The nature of beauty has confused scientists as well as these young Regency unmarrieds.  While Charles Darwin believed that beauty in the animal kingdom was principally about sexual selection, not survival or natural selection, many if not most scientists up to the present day disagree (Jabr).  In The Evolution of Beauty, ornithologist Richard O. Prum seeks to “elevate beauty to a mainstream subject of scientific concern,” and comes definitively down on the side of Darwin (13).  He notes that “the evolutionary dynamics of mate choice are essential to understanding ourselves” (14).  And while Austen was a novelist, not a scientist, her uses of beauty in the choice of a mate are necessary to understanding her characters. 

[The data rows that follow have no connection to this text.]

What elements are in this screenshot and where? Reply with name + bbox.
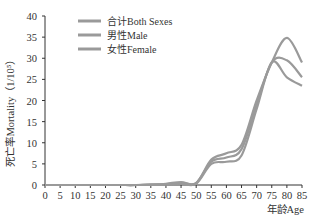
x-tick-label: 65 [236, 190, 247, 201]
x-tick-label: 15 [85, 190, 96, 201]
x-tick-label: 5 [57, 190, 62, 201]
x-tick-label: 55 [206, 190, 217, 201]
legend-label: 男性Male [107, 29, 148, 41]
y-tick-label: 15 [27, 117, 38, 128]
x-tick-label: 35 [146, 190, 157, 201]
x-tick-label: 85 [297, 190, 308, 201]
y-tick-label: 30 [27, 53, 38, 64]
y-tick-label: 25 [27, 74, 38, 85]
x-tick-label: 25 [115, 190, 126, 201]
y-tick-label: 20 [27, 96, 38, 107]
y-tick-label: 35 [27, 32, 38, 43]
x-tick-label: 30 [130, 190, 141, 201]
series-line [45, 38, 302, 185]
chart-canvas: 0510152025303540051015202530354045505560… [0, 0, 317, 218]
x-tick-label: 70 [251, 190, 262, 201]
y-tick-label: 5 [32, 159, 37, 170]
y-tick-label: 40 [27, 11, 38, 22]
x-tick-label: 20 [100, 190, 111, 201]
x-tick-label: 50 [191, 190, 202, 201]
mortality-chart: 0510152025303540051015202530354045505560… [0, 0, 317, 218]
series-line [45, 58, 302, 185]
x-tick-label: 60 [221, 190, 232, 201]
x-tick-label: 45 [176, 190, 187, 201]
legend-label: 合计Both Sexes [107, 15, 172, 27]
x-axis-label: 年龄Age [267, 203, 305, 215]
x-tick-label: 10 [70, 190, 81, 201]
x-tick-label: 0 [42, 190, 47, 201]
legend-label: 女性Female [107, 43, 157, 55]
y-tick-label: 10 [27, 138, 38, 149]
y-axis-label: 死亡率Mortality（1/10⁵） [4, 55, 16, 167]
x-tick-label: 40 [161, 190, 172, 201]
x-tick-label: 80 [282, 190, 293, 201]
x-tick-label: 75 [267, 190, 278, 201]
y-tick-label: 0 [32, 180, 37, 191]
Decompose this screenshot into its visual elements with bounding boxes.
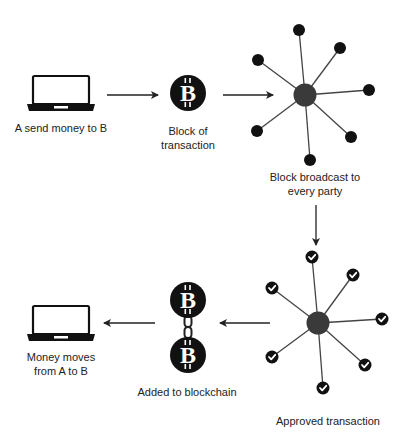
bitcoin-coin-icon	[170, 75, 206, 111]
check-icon	[306, 251, 319, 264]
network-star-check-icon	[266, 251, 389, 395]
label-receive: Money moves from A to B	[27, 350, 95, 378]
label-send: A send money to B	[15, 121, 107, 135]
check-icon	[266, 282, 279, 295]
check-icon	[347, 269, 360, 282]
check-icon	[359, 359, 372, 372]
label-chain: Added to blockchain	[137, 385, 236, 399]
receiver-laptop-icon	[27, 306, 95, 341]
label-block: Block of transaction	[161, 124, 215, 152]
check-icon	[376, 313, 389, 326]
check-icon	[317, 382, 330, 395]
chained-bitcoin-icon	[170, 282, 206, 373]
label-approved: Approved transaction	[276, 414, 380, 428]
label-broadcast: Block broadcast to every party	[270, 170, 361, 198]
sender-laptop-icon	[27, 76, 95, 111]
check-icon	[266, 351, 279, 364]
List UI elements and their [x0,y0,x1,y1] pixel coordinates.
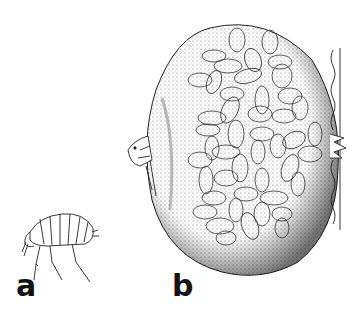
panel-label-b: b [172,271,193,301]
panel-label-a: a [16,271,36,301]
illustration [0,0,362,311]
figure: a b [0,0,362,311]
engorged-flea-b-icon [128,25,338,276]
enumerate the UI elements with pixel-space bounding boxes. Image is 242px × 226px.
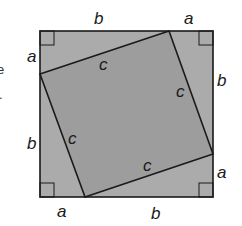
label-inner-left-c: c	[68, 129, 77, 148]
label-bottom-b: b	[151, 204, 160, 223]
label-right-b: b	[217, 71, 226, 90]
label-inner-top-c: c	[99, 55, 108, 74]
label-right-a: a	[217, 163, 226, 182]
label-top-b: b	[94, 9, 103, 28]
cropped-text-fragment: e	[0, 62, 4, 77]
label-bottom-a: a	[57, 202, 66, 221]
cropped-text-fragment: .	[0, 87, 3, 102]
label-inner-bottom-c: c	[143, 156, 152, 175]
pythagorean-diagram: b a b a a b a b c c c c e .	[0, 0, 242, 226]
label-inner-right-c: c	[176, 82, 185, 101]
label-left-b: b	[27, 134, 36, 153]
label-top-a: a	[184, 9, 193, 28]
label-left-a: a	[27, 47, 36, 66]
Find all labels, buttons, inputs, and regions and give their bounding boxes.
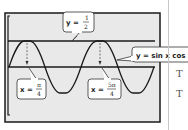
margin-text-fragment: T (176, 68, 183, 79)
function-label: y = sin x cos x (136, 52, 188, 60)
fraction-denominator: 4 (37, 90, 41, 97)
fraction-denominator: 4 (110, 90, 114, 97)
label-y-equals: y = (66, 19, 79, 27)
graph-figure: y = 1 2 y = sin x cos x x = π 4 x = 5π 4 (0, 0, 188, 130)
margin-text-fragment: T (176, 88, 183, 99)
fraction-denominator: 2 (84, 23, 88, 30)
fraction-numerator: 1 (85, 14, 89, 21)
page-column-divider (168, 0, 169, 130)
fraction-numerator: 5π (108, 81, 116, 88)
fraction-numerator: π (37, 81, 41, 88)
label-x-equals: x = (20, 86, 33, 94)
label-x-equals: x = (91, 86, 104, 94)
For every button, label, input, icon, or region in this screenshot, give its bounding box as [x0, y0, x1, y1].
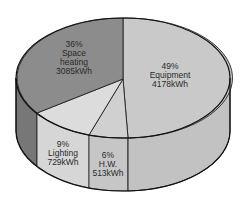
pie-chart-3d: 36% Space heating 3085kWh 49% Equipment …	[0, 0, 241, 210]
svg-text:729kWh: 729kWh	[47, 157, 78, 167]
svg-text:4178kWh: 4178kWh	[152, 79, 188, 89]
svg-text:3085kWh: 3085kWh	[56, 66, 92, 76]
svg-text:513kWh: 513kWh	[92, 168, 123, 178]
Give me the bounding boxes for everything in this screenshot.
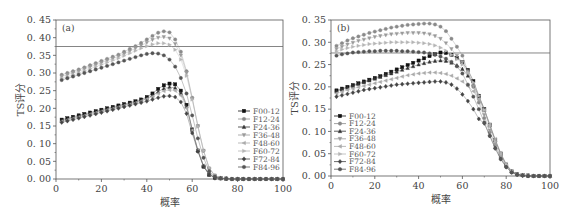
data-point: [488, 134, 491, 137]
x-axis-label: 概率: [431, 193, 451, 205]
data-point: [406, 74, 409, 78]
data-point: [270, 177, 273, 180]
y-tick-label: 0. 45: [27, 14, 51, 25]
data-point: [401, 41, 404, 45]
data-point: [428, 80, 432, 84]
y-axis-label: TS评分: [289, 81, 300, 115]
data-point: [362, 88, 366, 92]
data-point: [450, 83, 454, 87]
data-point: [71, 75, 74, 78]
data-point: [433, 23, 436, 26]
data-point: [356, 86, 359, 90]
data-point: [173, 43, 177, 46]
data-point: [477, 117, 481, 121]
data-point: [185, 92, 188, 95]
x-tick-label: 0: [328, 180, 334, 191]
data-point: [362, 33, 365, 36]
data-point: [455, 77, 458, 81]
data-point: [139, 54, 142, 57]
data-point: [379, 85, 383, 89]
data-point: [384, 84, 388, 88]
legend-marker-icon: [242, 165, 246, 169]
data-point: [83, 71, 86, 74]
data-point: [395, 41, 398, 45]
data-point: [384, 79, 387, 83]
data-point: [428, 71, 431, 75]
data-point: [439, 51, 442, 54]
data-point: [368, 87, 372, 91]
data-point: [122, 59, 125, 62]
data-point: [406, 23, 409, 26]
data-point: [162, 30, 165, 33]
data-point: [362, 50, 365, 53]
data-point: [510, 171, 513, 174]
data-point: [417, 59, 420, 62]
y-tick-label: 0. 05: [27, 156, 51, 167]
legend: F00-12F12-24F24-36F36-48F48-60F60-72F72-…: [238, 107, 280, 172]
series-F24-36: [60, 85, 285, 180]
data-point: [390, 41, 393, 45]
data-point: [259, 177, 262, 180]
data-point: [168, 58, 171, 61]
data-point: [417, 22, 420, 25]
data-point: [521, 174, 524, 177]
data-point: [548, 174, 551, 177]
y-tick-label: 0. 25: [302, 59, 326, 70]
data-point: [515, 173, 518, 176]
data-point: [351, 45, 354, 49]
data-point: [225, 177, 228, 180]
data-point: [351, 91, 355, 95]
y-tick-label: 0. 30: [27, 67, 51, 78]
legend-marker-icon: [242, 157, 246, 161]
x-tick-label: 0: [53, 183, 59, 194]
data-point: [173, 95, 177, 99]
data-point: [357, 35, 360, 38]
data-point: [168, 85, 172, 88]
data-point: [439, 79, 443, 83]
data-point: [168, 82, 171, 85]
data-point: [417, 41, 420, 45]
y-tick-label: 0. 15: [27, 120, 51, 131]
x-tick-label: 100: [541, 180, 559, 191]
data-point: [134, 55, 137, 58]
data-point: [450, 60, 453, 63]
data-point: [111, 62, 114, 65]
data-point: [100, 66, 103, 69]
data-point: [444, 72, 447, 76]
data-point: [494, 147, 497, 150]
y-tick-label: 0. 35: [27, 50, 51, 61]
data-point: [145, 38, 148, 41]
data-point: [483, 121, 486, 124]
data-point: [373, 30, 376, 33]
data-point: [242, 177, 245, 180]
panel-label: (a): [62, 23, 74, 33]
data-point: [340, 41, 343, 44]
data-point: [340, 93, 344, 97]
data-point: [444, 57, 447, 60]
data-point: [379, 29, 382, 32]
data-point: [461, 54, 464, 57]
data-point: [417, 81, 421, 85]
data-point: [253, 177, 256, 180]
chart-canvas: 0. 000. 050. 100. 150. 200. 250. 300. 35…: [0, 0, 572, 216]
data-point: [406, 50, 409, 53]
data-point: [264, 177, 267, 180]
data-point: [230, 177, 233, 180]
y-tick-label: 0. 20: [27, 103, 51, 114]
data-point: [395, 49, 398, 52]
data-point: [526, 174, 529, 177]
series-F72-84: [60, 94, 285, 181]
data-point: [213, 175, 216, 178]
x-tick-label: 40: [141, 183, 153, 194]
y-tick-label: 0. 25: [27, 85, 51, 96]
data-point: [362, 84, 365, 88]
data-point: [450, 37, 453, 40]
data-point: [66, 77, 69, 80]
data-point: [179, 76, 182, 79]
y-axis-label: TS评分: [15, 83, 26, 117]
x-tick-label: 100: [274, 183, 292, 194]
data-point: [422, 80, 426, 84]
legend-marker-icon: [242, 109, 245, 112]
y-tick-label: 0. 00: [302, 170, 326, 181]
data-point: [378, 80, 381, 84]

In his study of the subtle links between Austen and Darwin, Peter Graham analyzes the different types of marriages in Austen as they relate to partner selection.  He points to Austen’s most famous pairing, Darcy and Elizabeth; since Darcy has silently rejected a financially advantageous match with his cousin, Graham states that he “has clearly followed the imperatives of sexual selection” (129).  Although Graham is correct, Darcy’s route to that “selection” of Elizabeth is not straight but winds through a series of encounters as he develops a growing admiration of her mind. 

What individual characters find that attracts them to a mate is ever revealing.  Austen is suspicious that a shiny surface might indicate that little lies beneath.  In the centuries following Austen’s death, women have fought, among other goals, to greatly expand the definition of female beauty as well as to minimize its role in a woman’s self-worth and professional success.  Austen worked in her novels to achieve the former and certainly herself achieved the latter.  To return to Keats’s words, “[s]he cannot fade.”  Like the figures in that Grecian urn, Austen has achieved immortality because great art is what lasts—and what is truly beautiful.

NOTES



1“Handsome” was commonly used to describe attractive women in Austen’s period and later, but current usage applies it most frequently to males. 

2See Elaine Bander’s “The Good, the Bad and the Ugly: Reading Character in Sense and Sensibility,” for a discussion of, in particular, Marianne’s and Elinor’s confusion of male looks with character.